Sony and Bandai Namco are testing generative AI — and PlayStation is already all-in
Sony is making its AI intentions very clear: this is not just a side experiment anymore.
During its latest earnings and corporate strategy presentation, Sony revealed that it is working with Bandai Namco Holdings Inc. on a collaborative pilot project around generative AI and future video production. Bandai Namco Holdings is the parent company of Bandai Namco Entertainment, so of course gamers will immediately start wondering what this means for games, anime-style production pipelines, trailers, cutscenes, and all the content around major IP.
Sony President and CEO Hiroki Totoki framed AI as a tool that can boost human creativity rather than replace the people behind the work. That is the key message Sony wants everyone to hear right now: AI is supposed to support creators, not push them out.
The actual Bandai Namco project still sounds quite broad. Sony did not give a specific game, anime, trailer, or production example. What Totoki did say is that the pilot has shown major improvements in speed and productivity per person. He also admitted one of the big problems with generative AI for professional use: keeping output consistent and controllable.
That point matters a lot. In entertainment, especially games and anime-adjacent production, “almost right” is not good enough. Character faces, animation style, costumes, branding, lore details — fans notice everything. Malaysian and SEA fans are especially used to screenshotting weird details and roasting them in group chats within minutes. If AI helps teams move faster, good. If it creates messy, inconsistent output, habis lah.
Interestingly, Totoki did not directly connect the Bandai Namco AI pilot to video games, even though Bandai Namco is such a major gaming name. That silence is probably deliberate. Generative AI in games is still a sensitive topic, especially when players are worried about lazy content, job losses, and cheaper production being sold at premium prices.
Sony Interactive Entertainment CEO Hideaki Nishino was more direct about PlayStation’s AI direction. He said AI can help shorten development cycles, which have become extremely long for big first-party PlayStation titles. If used properly, that could mean studios spend less time on repetitive production work and more time on actual design, polish, and performance.
For players in Malaysia, this is not just industry talk. AAA games are already expensive here, and console gaming is not getting cheaper. If AI helps developers ship better games faster without cutting corners, players win. But if it simply floods stores with more low-effort content, nobody asked for that.
Nishino also acknowledged that AI could lead to a meaningful increase in content volume. That is the dangerous part. More content does not automatically mean better content. Steam, mobile stores, and even console storefronts already have enough filler. PlayStation’s challenge is proving that AI-assisted work still carries the premium feel people expect from Sony studios.
Sony pointed to existing examples inside its own teams. Naughty Dog and San Diego Studio have used a facial animation tool called Mockingbird, which helps animate 3D models after performance capture. AI is also being used for hair animation, where systems study real hairstyle footage and generate images with hundreds of strands represented.
That kind of AI use is much easier to accept. It is not replacing the story, direction, acting, or game design. It is handling technical-heavy animation work that can take huge amounts of time. If the final scene looks more natural and animators still control the result, then sure, that is a practical upgrade.
AI is also already inside the PS5 Pro through PlayStation Spectral Super Resolution, Sony’s upscaling tech. PSSR was recently improved and now works across many first-party and third-party games. This will likely become even more important when the PS6 era arrives, because AI upscaling is clearly becoming a core part of modern console graphics.
Still, Sony needs to be careful. Gamers are not against better performance. We love higher frame rates and sharper visuals. But if AI upscaling becomes too aggressive, players will notice image weirdness, ghosting, or fake-looking detail. NVIDIA’s DLSS debates already show how quickly the community can turn when AI visuals feel overcooked.
All this AI talk also landed during a rough financial update. Sony said PS5 sales dropped 46 percent year-on-year in its fourth fiscal quarter, with only 1.5 million units sold in that period. Like many tech giants, Sony is also dealing with higher costs and memory shortages. On top of that, the company recently raised prices across its console lineup, marking its second price hike in 12 months.
For Malaysian gamers, that last part is the real pain point. AI-powered production tools sound exciting, but if hardware prices keep climbing, the audience that can actually enjoy these next-gen experiences gets smaller. Sony’s AI future needs to deliver more than buzzwords. It has to mean better games, smarter development, and value that players can actually feel.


● Problem statement
Extract the line that contains "Describe the element at coordinates (86, 46)" and every line after it to the end of the records below, exactly as written and nothing else.

● Data listing
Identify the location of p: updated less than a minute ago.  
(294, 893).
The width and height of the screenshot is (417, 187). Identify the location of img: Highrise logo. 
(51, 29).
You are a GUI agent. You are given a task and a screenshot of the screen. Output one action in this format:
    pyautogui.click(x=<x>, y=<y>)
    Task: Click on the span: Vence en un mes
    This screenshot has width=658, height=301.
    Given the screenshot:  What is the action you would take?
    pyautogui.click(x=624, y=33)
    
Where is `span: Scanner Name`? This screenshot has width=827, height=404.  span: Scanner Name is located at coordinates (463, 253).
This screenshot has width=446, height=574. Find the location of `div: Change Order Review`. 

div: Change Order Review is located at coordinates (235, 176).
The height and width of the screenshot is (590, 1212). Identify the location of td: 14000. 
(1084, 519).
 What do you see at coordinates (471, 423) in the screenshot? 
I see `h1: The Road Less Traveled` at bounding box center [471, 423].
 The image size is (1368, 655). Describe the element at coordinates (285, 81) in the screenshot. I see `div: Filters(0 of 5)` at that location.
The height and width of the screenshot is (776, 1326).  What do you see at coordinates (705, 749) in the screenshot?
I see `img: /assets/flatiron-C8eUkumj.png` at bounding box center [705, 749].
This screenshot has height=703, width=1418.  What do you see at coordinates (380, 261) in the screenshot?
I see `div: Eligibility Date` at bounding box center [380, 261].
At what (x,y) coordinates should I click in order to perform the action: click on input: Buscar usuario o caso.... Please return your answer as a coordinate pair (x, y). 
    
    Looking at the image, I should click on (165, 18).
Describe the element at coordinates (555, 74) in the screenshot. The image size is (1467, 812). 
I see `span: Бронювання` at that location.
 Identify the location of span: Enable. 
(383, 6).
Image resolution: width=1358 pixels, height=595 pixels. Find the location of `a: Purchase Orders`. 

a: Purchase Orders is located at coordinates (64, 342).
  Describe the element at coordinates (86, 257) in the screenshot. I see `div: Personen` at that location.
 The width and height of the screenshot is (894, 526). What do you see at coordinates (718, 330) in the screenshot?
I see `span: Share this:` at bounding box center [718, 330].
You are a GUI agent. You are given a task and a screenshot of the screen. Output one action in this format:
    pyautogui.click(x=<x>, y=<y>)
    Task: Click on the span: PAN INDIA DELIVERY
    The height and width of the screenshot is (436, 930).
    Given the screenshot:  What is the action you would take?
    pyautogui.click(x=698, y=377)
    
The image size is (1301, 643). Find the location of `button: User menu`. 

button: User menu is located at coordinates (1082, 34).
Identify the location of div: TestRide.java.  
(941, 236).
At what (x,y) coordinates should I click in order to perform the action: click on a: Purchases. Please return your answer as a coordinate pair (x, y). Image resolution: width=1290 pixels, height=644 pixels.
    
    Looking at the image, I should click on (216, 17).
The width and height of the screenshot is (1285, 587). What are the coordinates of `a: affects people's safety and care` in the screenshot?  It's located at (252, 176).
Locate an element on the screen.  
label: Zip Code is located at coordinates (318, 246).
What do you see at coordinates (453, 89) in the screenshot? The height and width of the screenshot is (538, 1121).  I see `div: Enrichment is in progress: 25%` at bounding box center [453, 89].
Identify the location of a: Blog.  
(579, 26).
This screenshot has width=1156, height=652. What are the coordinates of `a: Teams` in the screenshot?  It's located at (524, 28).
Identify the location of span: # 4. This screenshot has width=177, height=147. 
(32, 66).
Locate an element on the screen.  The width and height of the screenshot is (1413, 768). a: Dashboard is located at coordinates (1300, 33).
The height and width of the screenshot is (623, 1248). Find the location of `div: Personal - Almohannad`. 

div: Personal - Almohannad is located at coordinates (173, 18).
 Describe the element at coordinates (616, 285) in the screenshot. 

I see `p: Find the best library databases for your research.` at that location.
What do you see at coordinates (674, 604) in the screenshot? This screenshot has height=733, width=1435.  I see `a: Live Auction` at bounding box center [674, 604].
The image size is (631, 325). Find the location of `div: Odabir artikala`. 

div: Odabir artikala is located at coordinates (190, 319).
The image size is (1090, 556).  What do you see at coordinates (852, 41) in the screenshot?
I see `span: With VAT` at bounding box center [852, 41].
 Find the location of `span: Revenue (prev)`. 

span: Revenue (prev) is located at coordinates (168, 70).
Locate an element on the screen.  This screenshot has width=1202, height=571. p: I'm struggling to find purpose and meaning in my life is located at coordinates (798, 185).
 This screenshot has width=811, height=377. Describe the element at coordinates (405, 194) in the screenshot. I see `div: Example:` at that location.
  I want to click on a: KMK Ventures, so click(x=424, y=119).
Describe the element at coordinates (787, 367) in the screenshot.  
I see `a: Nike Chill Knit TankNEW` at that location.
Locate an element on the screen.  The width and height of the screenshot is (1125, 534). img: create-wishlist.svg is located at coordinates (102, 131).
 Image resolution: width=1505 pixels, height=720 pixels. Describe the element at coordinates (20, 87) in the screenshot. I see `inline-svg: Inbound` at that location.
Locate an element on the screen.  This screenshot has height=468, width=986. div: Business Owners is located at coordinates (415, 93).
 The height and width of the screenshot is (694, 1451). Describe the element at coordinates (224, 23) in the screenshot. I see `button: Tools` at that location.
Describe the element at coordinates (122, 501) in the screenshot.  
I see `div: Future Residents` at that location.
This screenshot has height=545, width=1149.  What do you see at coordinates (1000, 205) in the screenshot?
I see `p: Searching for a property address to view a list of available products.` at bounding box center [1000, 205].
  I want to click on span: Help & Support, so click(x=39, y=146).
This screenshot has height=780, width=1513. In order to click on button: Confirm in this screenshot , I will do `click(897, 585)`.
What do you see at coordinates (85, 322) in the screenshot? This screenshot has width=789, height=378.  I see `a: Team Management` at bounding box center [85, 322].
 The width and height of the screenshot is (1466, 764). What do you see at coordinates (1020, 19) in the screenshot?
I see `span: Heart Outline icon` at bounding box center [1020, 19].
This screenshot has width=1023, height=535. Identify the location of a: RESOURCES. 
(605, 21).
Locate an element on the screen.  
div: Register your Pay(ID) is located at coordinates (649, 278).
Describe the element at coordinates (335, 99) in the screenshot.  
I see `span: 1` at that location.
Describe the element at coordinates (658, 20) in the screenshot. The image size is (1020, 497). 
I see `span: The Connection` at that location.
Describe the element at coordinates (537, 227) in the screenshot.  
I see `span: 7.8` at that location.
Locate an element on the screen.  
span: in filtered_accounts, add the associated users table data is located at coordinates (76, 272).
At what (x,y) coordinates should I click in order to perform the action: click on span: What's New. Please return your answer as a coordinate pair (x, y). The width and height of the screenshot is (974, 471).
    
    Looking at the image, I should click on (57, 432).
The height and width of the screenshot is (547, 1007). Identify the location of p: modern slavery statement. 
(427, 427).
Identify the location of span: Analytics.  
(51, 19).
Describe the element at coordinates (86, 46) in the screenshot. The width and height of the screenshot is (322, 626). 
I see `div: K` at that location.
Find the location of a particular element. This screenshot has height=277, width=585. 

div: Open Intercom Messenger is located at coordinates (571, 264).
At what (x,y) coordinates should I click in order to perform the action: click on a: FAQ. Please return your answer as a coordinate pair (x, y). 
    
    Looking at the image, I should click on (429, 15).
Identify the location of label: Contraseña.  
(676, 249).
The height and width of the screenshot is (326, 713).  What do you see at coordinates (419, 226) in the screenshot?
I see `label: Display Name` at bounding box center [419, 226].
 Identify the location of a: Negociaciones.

● Written answer
Describe the element at coordinates (86, 46) in the screenshot. The width and height of the screenshot is (322, 626). 
I see `div: K` at that location.
Find the location of a particular element. This screenshot has height=277, width=585. 

div: Open Intercom Messenger is located at coordinates (571, 264).
At what (x,y) coordinates should I click in order to perform the action: click on a: FAQ. Please return your answer as a coordinate pair (x, y). 
    
    Looking at the image, I should click on (429, 15).
Identify the location of label: Contraseña.  
(676, 249).
The height and width of the screenshot is (326, 713).  What do you see at coordinates (419, 226) in the screenshot?
I see `label: Display Name` at bounding box center [419, 226].
 Identify the location of a: Negociaciones.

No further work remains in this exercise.